Pyramid scheme or not, Herbalife is tanking
In December 2012, Hedge fund investor Bill Ackman painted a huge bull’s-eye on the back of Herbalife, labeling the Los Angeles nutritional supplements company an illegal pyramid scheme and placing a $1-billion short bet against its shares.
Ackman supported his bet with a 334-slide PowerPoint presentation that eviscerated the company in heroic detail. Whether Herbalife’s business model is illegal -- ongoing investigations by federal and state authorities have that issue, and others, under scrutiny -- much of what Ackman said at the time appears well-taken today.
So far this year, Herbalife’s shares are down about 43% -- including a roughly 20% drop Tuesday (as of this writing) after the company shocked investors with a bad quarterly report and a pessimistic view of the future Monday. Its shares are currently trading below $45. Ackman, whose short bet is thought to have been made at about $50 a share, appears to be back in the black, after having faced a hefty loss when the stock reached the low $80s earlier this year.
As Ackman observed, Herbalife’s business model has long been questionable, relying on overhyped products, an almost invisible research-and-development program, and the targeting of a low-income and heavily Latino customer base.
One key to Herbalife’s success, Ackman asserted, was the exaggeration of the science behind its powders and pills. As I reported last year, UCLA’s medical school had become something of an enabler in this regard, allowing Herbalife to exploit what it claimed to be a “strong affiliation†with the medical school to give its products scientific credibility.
This affiliation amounted to $1.5 million the company donated to found the Mark Hughes Cellular and Molecular Nutrition Lab at the medical school’s Center for Human Nutrition. (The lab is named after Herbalife’s founder, who died in 2000 after a four-day drinking binge -- not the greatest advertisement for healthful, active living.) Herbalife also had two UCLA faculty members, David Heber and Louis Ignarro, on its payroll, participating in corporate hype about its weight-loss and other products to an extent that should have made the medical school gag.
The notion that there’s less to Herbalife than meets the eye is underscored by one of the key negatives disclosed in its third-quarter report Monday: The company has been wildly overstating the value of its Venezuela business by using a hopelessly outdated exchange rate for the Venezuelan bolivar. Earlier this year, the company was using an exchange rate of about 11 bolivars to the dollar; now it’s reduced that to 50 bolivars per dollar, and booked a writedown of about $200 million for this year so far.
That’s only part of its troubles. The company has been propping up its stock price with share buybacks, funded by borrowing and by canceling its dividend. Tuesday’s trading suggests that investors are finally taking a hard look at its health, and deciding that the stock has been running on empty calories.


* [Problem to work on]: Search each line of the data for the word "collection"; copy every line where it is found.

Collected data entries:
####
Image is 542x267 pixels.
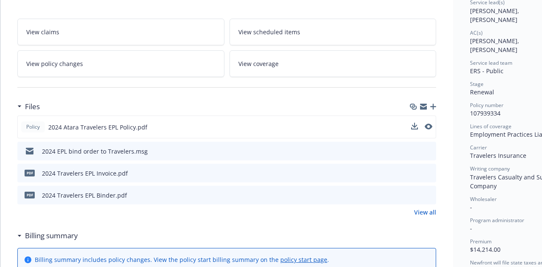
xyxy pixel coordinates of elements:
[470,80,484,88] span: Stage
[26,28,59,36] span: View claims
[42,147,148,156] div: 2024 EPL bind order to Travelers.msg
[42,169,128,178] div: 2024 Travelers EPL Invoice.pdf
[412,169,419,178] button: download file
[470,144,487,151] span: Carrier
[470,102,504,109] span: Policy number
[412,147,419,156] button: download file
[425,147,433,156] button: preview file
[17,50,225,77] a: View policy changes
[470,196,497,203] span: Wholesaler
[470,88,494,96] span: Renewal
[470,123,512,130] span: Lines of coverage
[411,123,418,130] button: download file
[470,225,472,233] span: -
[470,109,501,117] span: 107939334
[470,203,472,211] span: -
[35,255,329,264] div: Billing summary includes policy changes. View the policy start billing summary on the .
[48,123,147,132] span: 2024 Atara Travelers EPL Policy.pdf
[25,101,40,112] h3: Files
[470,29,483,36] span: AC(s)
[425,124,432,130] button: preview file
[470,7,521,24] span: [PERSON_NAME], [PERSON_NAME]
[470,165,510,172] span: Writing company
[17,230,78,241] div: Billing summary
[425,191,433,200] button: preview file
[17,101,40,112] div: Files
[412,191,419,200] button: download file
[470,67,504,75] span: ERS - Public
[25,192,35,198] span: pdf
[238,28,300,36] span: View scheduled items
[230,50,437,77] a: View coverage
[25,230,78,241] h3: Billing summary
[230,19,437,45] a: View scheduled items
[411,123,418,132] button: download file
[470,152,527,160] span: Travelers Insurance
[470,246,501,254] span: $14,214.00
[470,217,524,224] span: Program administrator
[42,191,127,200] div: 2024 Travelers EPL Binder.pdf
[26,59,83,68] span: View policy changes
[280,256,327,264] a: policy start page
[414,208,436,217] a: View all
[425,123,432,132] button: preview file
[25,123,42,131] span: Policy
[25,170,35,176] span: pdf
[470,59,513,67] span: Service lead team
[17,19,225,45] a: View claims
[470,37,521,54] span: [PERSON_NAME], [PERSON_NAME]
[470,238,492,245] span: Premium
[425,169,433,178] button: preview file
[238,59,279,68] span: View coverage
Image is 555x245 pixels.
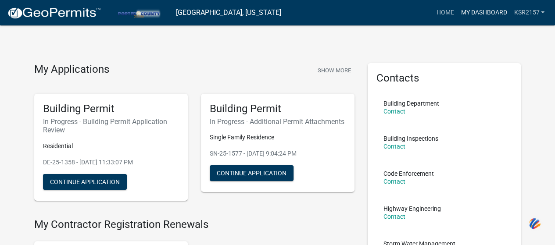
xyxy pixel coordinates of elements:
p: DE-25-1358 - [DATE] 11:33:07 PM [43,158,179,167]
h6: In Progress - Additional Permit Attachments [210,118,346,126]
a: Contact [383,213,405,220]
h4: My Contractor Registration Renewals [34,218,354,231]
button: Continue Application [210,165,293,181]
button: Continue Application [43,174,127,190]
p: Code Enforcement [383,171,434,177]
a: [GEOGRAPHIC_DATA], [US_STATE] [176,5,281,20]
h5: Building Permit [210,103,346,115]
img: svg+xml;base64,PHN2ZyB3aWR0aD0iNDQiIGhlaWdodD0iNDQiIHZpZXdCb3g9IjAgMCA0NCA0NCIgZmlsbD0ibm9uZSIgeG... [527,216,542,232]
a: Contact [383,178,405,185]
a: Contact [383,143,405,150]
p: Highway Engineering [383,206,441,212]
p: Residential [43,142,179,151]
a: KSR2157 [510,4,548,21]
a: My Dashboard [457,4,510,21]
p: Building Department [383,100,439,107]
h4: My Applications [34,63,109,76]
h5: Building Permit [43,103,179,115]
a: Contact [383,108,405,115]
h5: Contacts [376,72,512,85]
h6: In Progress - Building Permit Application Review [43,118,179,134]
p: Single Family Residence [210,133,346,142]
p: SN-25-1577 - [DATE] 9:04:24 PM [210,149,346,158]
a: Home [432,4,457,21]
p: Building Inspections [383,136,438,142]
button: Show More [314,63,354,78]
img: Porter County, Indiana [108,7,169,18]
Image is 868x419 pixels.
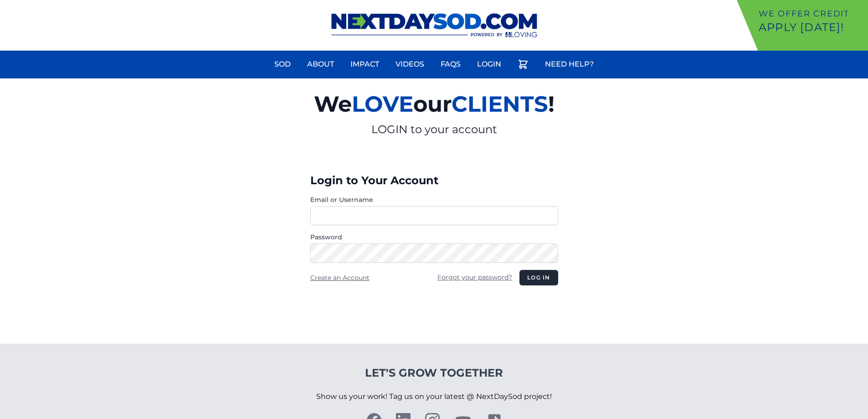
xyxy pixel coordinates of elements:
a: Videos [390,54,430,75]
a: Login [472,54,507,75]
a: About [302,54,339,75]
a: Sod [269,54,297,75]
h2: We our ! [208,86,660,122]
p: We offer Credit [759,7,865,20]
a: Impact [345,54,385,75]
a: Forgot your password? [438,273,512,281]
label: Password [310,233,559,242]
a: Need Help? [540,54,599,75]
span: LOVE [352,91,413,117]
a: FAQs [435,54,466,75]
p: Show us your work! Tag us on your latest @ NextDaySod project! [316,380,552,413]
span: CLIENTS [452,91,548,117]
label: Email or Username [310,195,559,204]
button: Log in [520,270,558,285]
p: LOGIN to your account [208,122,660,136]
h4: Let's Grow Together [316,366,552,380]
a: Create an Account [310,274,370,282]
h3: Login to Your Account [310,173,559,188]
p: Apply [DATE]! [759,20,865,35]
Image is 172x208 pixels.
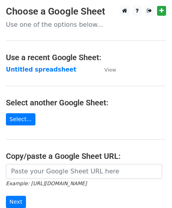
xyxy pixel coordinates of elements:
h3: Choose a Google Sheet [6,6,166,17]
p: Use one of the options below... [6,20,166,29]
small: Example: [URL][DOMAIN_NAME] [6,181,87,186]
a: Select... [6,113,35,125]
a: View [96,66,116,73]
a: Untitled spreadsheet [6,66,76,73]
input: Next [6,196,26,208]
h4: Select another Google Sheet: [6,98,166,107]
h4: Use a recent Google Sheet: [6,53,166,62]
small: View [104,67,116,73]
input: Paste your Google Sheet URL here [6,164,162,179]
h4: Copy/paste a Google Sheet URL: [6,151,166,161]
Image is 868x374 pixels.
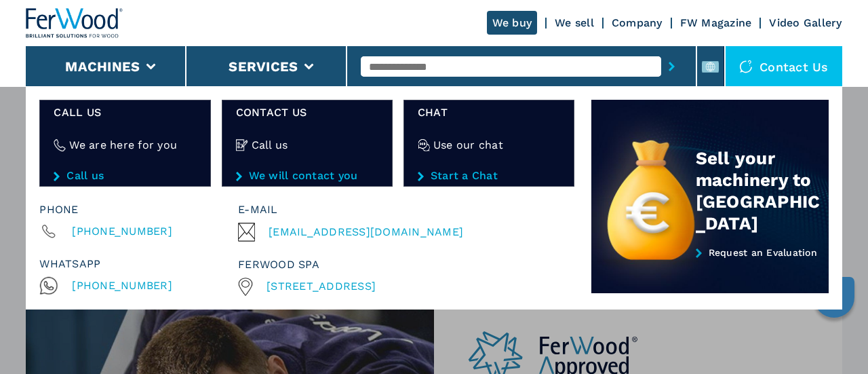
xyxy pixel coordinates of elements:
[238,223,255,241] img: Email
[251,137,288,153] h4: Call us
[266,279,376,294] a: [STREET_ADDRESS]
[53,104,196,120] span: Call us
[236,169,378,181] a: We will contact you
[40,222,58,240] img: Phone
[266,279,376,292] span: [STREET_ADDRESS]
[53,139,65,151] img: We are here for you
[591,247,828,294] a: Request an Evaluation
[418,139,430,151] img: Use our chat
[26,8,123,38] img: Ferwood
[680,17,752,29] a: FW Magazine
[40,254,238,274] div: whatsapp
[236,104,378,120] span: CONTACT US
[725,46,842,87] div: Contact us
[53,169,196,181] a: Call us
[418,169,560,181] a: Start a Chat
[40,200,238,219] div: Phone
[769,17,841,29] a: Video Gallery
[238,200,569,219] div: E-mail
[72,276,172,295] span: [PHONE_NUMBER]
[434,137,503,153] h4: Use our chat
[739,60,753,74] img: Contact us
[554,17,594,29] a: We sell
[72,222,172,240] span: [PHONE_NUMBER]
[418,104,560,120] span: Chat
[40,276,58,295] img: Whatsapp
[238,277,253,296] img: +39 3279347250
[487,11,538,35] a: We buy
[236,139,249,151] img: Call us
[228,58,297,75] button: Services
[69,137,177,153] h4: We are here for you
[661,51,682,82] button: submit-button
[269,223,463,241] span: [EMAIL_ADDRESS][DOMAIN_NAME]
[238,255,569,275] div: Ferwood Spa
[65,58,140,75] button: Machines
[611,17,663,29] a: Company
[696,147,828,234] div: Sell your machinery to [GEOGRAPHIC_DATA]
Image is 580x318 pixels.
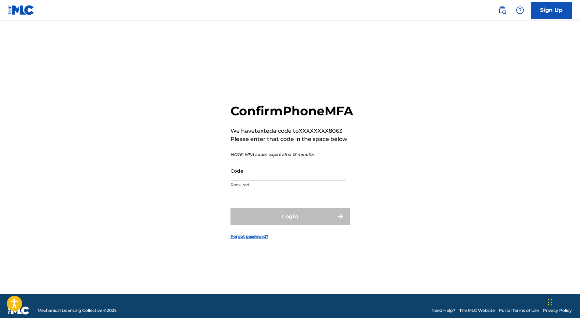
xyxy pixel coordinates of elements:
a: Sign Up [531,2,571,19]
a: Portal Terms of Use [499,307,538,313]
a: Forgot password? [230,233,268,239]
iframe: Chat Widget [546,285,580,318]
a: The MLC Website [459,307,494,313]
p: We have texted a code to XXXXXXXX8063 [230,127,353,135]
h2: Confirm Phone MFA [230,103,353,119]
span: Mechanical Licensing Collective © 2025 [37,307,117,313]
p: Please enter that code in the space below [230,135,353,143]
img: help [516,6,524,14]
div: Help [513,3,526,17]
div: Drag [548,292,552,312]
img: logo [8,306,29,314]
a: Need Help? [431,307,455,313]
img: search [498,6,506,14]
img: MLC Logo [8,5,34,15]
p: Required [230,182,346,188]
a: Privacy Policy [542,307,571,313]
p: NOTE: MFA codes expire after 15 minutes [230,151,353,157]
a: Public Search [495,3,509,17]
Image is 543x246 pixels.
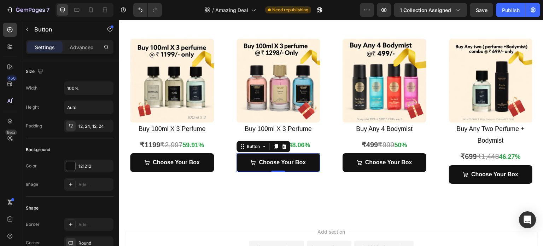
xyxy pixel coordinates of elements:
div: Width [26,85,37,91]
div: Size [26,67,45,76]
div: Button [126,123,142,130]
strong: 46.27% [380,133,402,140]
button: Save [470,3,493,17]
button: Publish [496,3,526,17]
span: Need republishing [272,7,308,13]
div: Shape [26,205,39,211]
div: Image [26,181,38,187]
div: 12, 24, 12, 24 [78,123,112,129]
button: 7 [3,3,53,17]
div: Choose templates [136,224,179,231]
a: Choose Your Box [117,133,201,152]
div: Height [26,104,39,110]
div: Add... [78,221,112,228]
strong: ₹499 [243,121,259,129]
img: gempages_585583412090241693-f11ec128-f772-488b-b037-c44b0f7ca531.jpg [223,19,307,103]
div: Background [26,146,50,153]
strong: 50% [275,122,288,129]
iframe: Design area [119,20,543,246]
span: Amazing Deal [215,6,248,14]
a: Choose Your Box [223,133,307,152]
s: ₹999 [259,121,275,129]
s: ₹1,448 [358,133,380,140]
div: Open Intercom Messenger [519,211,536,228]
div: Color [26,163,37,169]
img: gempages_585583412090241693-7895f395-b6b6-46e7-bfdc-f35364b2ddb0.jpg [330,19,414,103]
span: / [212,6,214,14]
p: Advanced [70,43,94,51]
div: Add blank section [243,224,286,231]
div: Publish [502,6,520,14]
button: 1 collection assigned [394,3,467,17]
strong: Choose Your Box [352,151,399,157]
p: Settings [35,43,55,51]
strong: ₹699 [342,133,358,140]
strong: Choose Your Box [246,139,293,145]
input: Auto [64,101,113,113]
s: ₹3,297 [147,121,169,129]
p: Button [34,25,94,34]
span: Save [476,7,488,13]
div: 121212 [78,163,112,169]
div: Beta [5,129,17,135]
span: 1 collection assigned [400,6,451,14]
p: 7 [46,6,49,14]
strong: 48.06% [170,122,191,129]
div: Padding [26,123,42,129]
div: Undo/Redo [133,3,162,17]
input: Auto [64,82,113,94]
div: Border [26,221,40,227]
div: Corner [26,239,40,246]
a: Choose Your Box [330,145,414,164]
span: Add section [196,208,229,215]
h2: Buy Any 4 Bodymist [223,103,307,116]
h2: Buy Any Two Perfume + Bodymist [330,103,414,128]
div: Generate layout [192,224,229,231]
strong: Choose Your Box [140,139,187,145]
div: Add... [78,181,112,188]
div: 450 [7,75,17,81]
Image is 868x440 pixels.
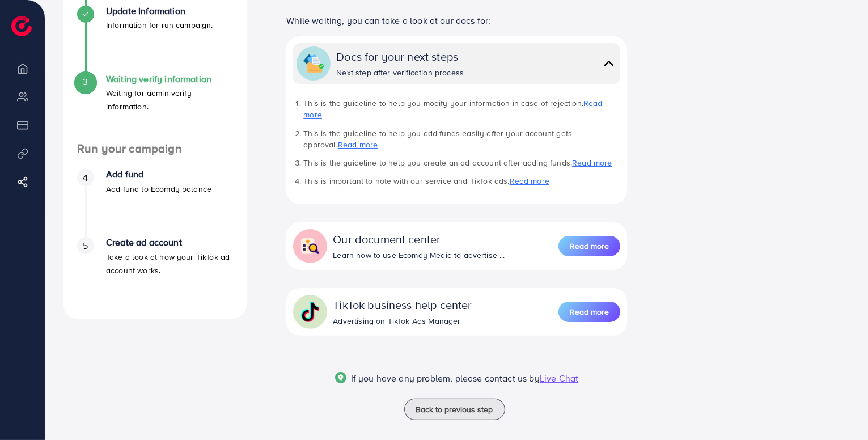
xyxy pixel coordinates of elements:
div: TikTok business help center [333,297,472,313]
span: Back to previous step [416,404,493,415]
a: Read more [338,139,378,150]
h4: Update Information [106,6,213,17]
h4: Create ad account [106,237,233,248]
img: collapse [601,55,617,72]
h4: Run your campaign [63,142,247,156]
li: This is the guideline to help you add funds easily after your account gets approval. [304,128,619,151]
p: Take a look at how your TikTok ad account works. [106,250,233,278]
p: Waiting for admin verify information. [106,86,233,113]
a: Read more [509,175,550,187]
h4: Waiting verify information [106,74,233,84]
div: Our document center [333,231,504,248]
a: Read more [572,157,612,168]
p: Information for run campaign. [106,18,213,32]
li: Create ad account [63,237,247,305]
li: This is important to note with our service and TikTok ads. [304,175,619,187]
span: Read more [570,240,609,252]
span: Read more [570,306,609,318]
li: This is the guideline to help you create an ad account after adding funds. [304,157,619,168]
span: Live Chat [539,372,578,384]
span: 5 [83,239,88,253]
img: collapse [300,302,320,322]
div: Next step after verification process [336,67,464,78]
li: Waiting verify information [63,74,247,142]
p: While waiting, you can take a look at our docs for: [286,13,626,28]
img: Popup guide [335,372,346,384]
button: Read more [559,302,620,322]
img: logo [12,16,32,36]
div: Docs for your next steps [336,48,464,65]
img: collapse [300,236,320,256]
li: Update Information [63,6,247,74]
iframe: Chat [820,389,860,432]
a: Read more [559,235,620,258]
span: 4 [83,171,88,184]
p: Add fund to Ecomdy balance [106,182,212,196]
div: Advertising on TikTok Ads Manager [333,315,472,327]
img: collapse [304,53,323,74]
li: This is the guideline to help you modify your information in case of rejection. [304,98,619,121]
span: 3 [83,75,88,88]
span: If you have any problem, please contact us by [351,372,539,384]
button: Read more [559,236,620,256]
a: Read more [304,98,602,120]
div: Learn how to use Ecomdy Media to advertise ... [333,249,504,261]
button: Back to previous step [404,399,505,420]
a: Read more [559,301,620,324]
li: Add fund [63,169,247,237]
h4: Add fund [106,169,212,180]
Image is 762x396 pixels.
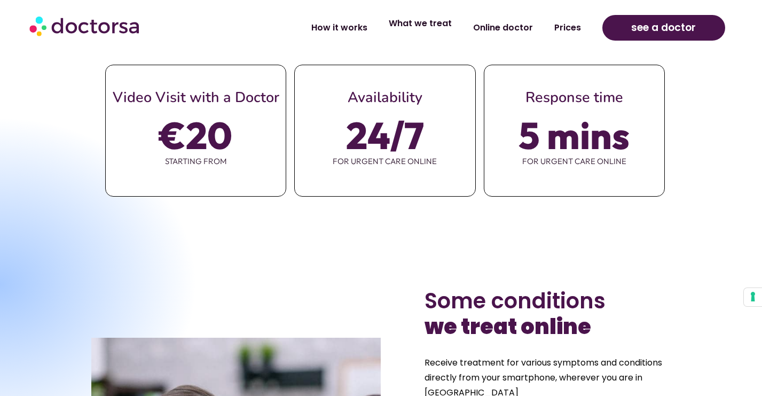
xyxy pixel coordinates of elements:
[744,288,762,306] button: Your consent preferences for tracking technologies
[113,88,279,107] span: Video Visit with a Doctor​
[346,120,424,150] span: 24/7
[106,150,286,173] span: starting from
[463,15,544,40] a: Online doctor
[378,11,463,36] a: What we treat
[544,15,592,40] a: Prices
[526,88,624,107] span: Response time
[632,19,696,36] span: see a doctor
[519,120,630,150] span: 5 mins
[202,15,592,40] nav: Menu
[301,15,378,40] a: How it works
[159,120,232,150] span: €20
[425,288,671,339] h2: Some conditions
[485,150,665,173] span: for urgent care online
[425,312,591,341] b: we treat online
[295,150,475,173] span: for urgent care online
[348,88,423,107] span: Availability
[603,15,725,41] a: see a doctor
####
* [Task answer]:
button: 1 collection assigned [394,3,467,17]
span: 1 collection assigned [400,6,451,14]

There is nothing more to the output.